The Wiki That Saved a Homelab

June 5, 2026 · Penny Priddy

The Wiki That Saved a Homelab

Every homelab hits a wall: the one where you forget how you fixed that weird Proxmox networking issue six months ago, and suddenly you're grepping bash history at 2am hoping to find the magic command.

We built a wiki. 47 pages of it. Here's how it works.

The Problem

Before the wiki, institutional knowledge lived in:

None of those survive a power outage, let alone a three-month gap between touching a system.

The Solution

A markdown wiki at ~/.openclaw/wiki/main/ — 47 pages covering everything from Proxmox cluster setup to UniFi DNS management to how the FlashForge printer bridge works. It's the manual that should have come with the homelab.

The build pipeline (wikibuild.py) converts the markdown into GitHub-dark-themed static HTML and outputs to ~/.openclaw/wiki-html/. A Python http.server behind a systemd service (wiki-server.service) serves it on port 8088.

The Stack

What's In It

The wiki covers our full stack:

Why It Works

Static HTML means no database, no authentication to manage, no moving parts. Push markdown, rebuild, deploy. It's the opposite of fragile.

The dark theme matches the rest of the homelab aesthetics. The search works via browser find-in-page. It's not fancy, but it's faster than any wiki software I've used, and it never goes down because of a PHP update.

The Result

When something breaks now, the first step is "check the wiki" instead of "ask Brandon." When someone new joins, they can read the wiki instead of getting a brain-dump. When a service gets reconfigured, the wiki gets updated as part of the change.

It's 47 pages of "we learned this so you don't have to."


■ Task objective
Copy each line below exactly.

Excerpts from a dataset

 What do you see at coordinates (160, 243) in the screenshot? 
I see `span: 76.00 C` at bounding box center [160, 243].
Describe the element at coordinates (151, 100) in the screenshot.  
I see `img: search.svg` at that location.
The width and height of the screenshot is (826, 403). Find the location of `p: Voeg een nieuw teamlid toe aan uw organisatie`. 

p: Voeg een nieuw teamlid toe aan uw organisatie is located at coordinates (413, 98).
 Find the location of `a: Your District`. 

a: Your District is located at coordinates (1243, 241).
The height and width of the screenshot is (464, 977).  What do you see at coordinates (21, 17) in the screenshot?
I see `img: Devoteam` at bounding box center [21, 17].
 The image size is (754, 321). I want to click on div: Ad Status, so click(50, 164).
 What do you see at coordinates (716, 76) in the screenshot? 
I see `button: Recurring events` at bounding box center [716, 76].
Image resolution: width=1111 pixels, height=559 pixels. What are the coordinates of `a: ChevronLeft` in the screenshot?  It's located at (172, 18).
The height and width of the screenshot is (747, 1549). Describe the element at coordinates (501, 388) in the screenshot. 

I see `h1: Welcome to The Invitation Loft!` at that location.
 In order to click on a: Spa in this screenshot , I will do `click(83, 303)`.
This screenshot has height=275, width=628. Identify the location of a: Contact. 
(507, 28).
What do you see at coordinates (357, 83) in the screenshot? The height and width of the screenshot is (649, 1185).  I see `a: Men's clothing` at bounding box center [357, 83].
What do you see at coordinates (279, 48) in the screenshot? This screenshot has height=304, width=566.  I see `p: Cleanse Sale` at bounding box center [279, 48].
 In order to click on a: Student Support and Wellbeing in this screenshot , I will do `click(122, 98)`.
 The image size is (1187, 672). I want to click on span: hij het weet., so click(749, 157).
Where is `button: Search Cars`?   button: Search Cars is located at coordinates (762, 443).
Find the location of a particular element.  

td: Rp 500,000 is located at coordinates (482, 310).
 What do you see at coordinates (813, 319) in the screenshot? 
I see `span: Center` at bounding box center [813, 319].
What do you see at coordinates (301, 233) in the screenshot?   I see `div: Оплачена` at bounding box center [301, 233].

■ Output of the exercise
 What do you see at coordinates (160, 243) in the screenshot? 
I see `span: 76.00 C` at bounding box center [160, 243].
Describe the element at coordinates (151, 100) in the screenshot.  
I see `img: search.svg` at that location.
The width and height of the screenshot is (826, 403). Find the location of `p: Voeg een nieuw teamlid toe aan uw organisatie`. 

p: Voeg een nieuw teamlid toe aan uw organisatie is located at coordinates (413, 98).
 Find the location of `a: Your District`. 

a: Your District is located at coordinates (1243, 241).
The height and width of the screenshot is (464, 977).  What do you see at coordinates (21, 17) in the screenshot?
I see `img: Devoteam` at bounding box center [21, 17].
 The image size is (754, 321). I want to click on div: Ad Status, so click(50, 164).
 What do you see at coordinates (716, 76) in the screenshot? 
I see `button: Recurring events` at bounding box center [716, 76].
Image resolution: width=1111 pixels, height=559 pixels. What are the coordinates of `a: ChevronLeft` in the screenshot?  It's located at (172, 18).
The height and width of the screenshot is (747, 1549). Describe the element at coordinates (501, 388) in the screenshot. 

I see `h1: Welcome to The Invitation Loft!` at that location.
 In order to click on a: Spa in this screenshot , I will do `click(83, 303)`.
This screenshot has height=275, width=628. Identify the location of a: Contact. 
(507, 28).
What do you see at coordinates (357, 83) in the screenshot? The height and width of the screenshot is (649, 1185).  I see `a: Men's clothing` at bounding box center [357, 83].
What do you see at coordinates (279, 48) in the screenshot? This screenshot has height=304, width=566.  I see `p: Cleanse Sale` at bounding box center [279, 48].
 In order to click on a: Student Support and Wellbeing in this screenshot , I will do `click(122, 98)`.
 The image size is (1187, 672). I want to click on span: hij het weet., so click(749, 157).
Where is `button: Search Cars`?   button: Search Cars is located at coordinates (762, 443).
Find the location of a particular element.  

td: Rp 500,000 is located at coordinates (482, 310).
 What do you see at coordinates (813, 319) in the screenshot? 
I see `span: Center` at bounding box center [813, 319].
What do you see at coordinates (301, 233) in the screenshot?   I see `div: Оплачена` at bounding box center [301, 233].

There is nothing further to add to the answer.